Much has been made of the so-called culture wars here in America. The McCain-Palin ticket represents one culture and Obama-Biden another. But this clash is not about culture per se -- otherwise, how could the mother of an unwed pregnant teenager be the conservative while her opponents, as conventional as Saturday night at the VFW, are the liberals? No, it's really about outlook. Barack Obama's people feel they have control over their lives. Sarah Palin's people do not have a similar confidence.

This is why the Republican National Convention made war on the media. This is why Palin frequently has referred to "the pollsters and the pundits." These were the hidden manipulators of the culture and the economy, part of the often-invisible elitists who made it so bad for everyone else. They controlled the culture, the smut that came into one's home on the TV set and what was playing at the multiplex. They owned the banks and the newspapers and the TV networks -- and it didn't matter that their name could be Rupert Murdoch and they could be deeply conservative. As Don Quixote knew, "facts are the enemy of truth." Hard times are hard on truth.

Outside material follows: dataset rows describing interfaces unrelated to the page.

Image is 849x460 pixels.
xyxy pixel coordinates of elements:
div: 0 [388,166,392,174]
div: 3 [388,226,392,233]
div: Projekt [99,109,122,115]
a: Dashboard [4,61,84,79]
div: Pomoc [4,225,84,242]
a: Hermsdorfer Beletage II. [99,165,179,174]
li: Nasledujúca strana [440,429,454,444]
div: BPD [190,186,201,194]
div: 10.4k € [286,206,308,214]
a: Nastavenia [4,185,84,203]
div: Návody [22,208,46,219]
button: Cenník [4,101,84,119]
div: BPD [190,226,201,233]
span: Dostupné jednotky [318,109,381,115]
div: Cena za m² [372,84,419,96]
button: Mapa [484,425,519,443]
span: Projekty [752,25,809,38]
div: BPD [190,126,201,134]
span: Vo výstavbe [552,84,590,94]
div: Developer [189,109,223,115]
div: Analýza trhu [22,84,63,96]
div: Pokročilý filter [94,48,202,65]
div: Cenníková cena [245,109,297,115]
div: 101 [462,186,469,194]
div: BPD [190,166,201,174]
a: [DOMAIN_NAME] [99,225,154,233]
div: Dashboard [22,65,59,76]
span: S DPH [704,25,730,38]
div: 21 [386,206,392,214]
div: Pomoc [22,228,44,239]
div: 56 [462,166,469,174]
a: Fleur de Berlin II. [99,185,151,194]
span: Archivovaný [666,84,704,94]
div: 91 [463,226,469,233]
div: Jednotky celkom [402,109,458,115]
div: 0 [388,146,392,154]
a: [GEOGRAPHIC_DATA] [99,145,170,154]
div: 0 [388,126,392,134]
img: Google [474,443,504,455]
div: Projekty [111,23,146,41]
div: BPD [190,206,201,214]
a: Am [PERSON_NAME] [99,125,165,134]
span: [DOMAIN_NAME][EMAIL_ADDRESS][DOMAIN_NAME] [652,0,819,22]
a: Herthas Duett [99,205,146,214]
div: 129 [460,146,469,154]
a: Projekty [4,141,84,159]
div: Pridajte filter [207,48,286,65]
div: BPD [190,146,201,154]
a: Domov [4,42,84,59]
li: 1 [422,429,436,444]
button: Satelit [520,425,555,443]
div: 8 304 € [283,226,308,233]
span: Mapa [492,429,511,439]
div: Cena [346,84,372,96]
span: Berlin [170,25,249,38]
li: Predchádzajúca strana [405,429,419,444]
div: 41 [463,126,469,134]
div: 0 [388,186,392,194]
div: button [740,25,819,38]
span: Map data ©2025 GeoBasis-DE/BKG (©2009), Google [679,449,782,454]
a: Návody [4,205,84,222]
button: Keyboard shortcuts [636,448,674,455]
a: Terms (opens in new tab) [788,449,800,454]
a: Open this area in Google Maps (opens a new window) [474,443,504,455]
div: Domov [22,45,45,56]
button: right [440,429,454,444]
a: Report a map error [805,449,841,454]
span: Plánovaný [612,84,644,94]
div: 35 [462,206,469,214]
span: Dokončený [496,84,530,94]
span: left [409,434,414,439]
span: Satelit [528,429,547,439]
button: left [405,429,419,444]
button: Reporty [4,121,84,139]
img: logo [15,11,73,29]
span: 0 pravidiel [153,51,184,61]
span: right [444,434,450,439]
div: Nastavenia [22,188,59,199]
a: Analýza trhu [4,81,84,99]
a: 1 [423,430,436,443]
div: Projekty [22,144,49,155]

The Great Depression was not just a period of wholesale unemployment and incredible poverty -- of bread lines and apple-peddlers and women selling brief intimacy for 10 cents a dance. It was also the period of Hitler and Mussolini and, in this country, of Huey Long and Father Charles Coughlin, and the belief among otherwise sane people that communism was the remedy for what ailed us. An economic crisis is like war. It's impossible to contain. It affects everything it touches.